By the time Kip had Scott lying on him in the backseats and strapped the seat belt over him, his dad was already speeding down the midnight roads and heading back to their home. Tires spin as fast as the gale flowing downward from the skyscrapers towering over them.  

Lights on, wet clothes stripped, heater turned up but not too fast, tea boiled. Kip went through the steps with his dad like a trained nurse, or at least as trained as someone who used to deal with hypothermia for homeless people. Scott looked so snug now on Kip’s bed, all tucked in with a hot towel on his forehead, so very different from how he found him mere hours ago. He still hasn’t spoken another word, and now Kip is terrified of the morning to come. 

His dad stood opposite to him, wordlessly looking at them both. He hasn’t asked a single question from the moment he dragged Scott out of the alleys and into the car. His brow raised at the sight of them now.

“Is this the guy that made you cry?” His words sounded like he tried, for the first time in his life, to be bitter and angry. Because that was the kind of man his father is. 

What should he say now? That yes, this was the guy that broke my heart. And yes, he happened to be the captain of one of the best teams in the MHL. And yes, because of him, for the last 2 months, I didn’t come home to watch the game with you, because he asked me to stay. 

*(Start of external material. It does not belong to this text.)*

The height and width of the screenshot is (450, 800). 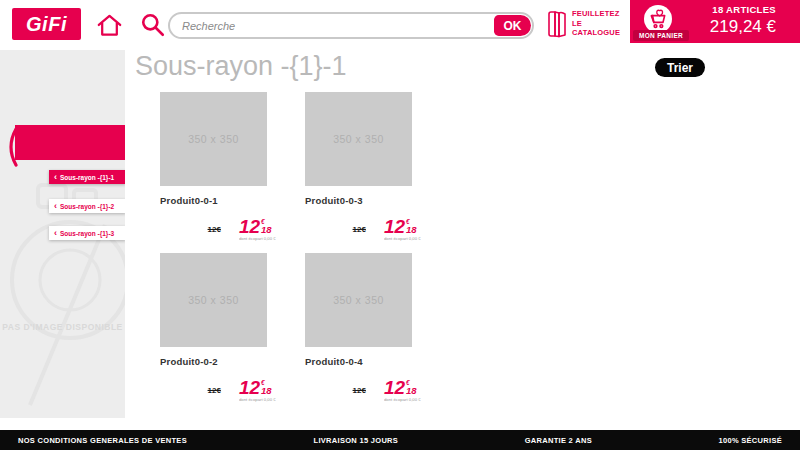 I want to click on footer-info-garantie: GARANTIE 2 ANS, so click(x=558, y=440).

And I said yes. Kip said yes to this blinded love. He chose the after-practice kisses, the hush at the art gallery, and the pretense that they never knew each other at the fundraising party. He stood in the dark waiting for Scott’s car to come around. He wore the suit in the closet after he cut the tag that said “for my man, S.” Now he brought this coveted man to his bed, under the cover of the night.

Just like before, the adrenaline signed off from their emergency shift, the alcohol steamed up from his pores, and Kip’s lucidity crashed down with the weight of it all once again. So he collapsed by the bedside, back leaning to the wall, legs raised up to his chest. He didn’t know if he was heaving or crying or a combination of the two until his dad picked him up and soothed him just like when he was a child. With soft pats on the back, his face burrowing in the older man's t-shirt, a sore-eye scene if he could admit it.  

Oh, how he wished he could turn back the time and not take up that shift where one handsome hockey player walked through the door and turned his life upside down with a blueberry smoothie.

“It’s alright, it’s alright. We have all tomorrow to deal with this. And I will have a straight talk with that man.” Kip’s dad said while stroking his hair. 

“His name is Scott Hunter.” That was the only thing Kip remembered saying before drifting to sleep.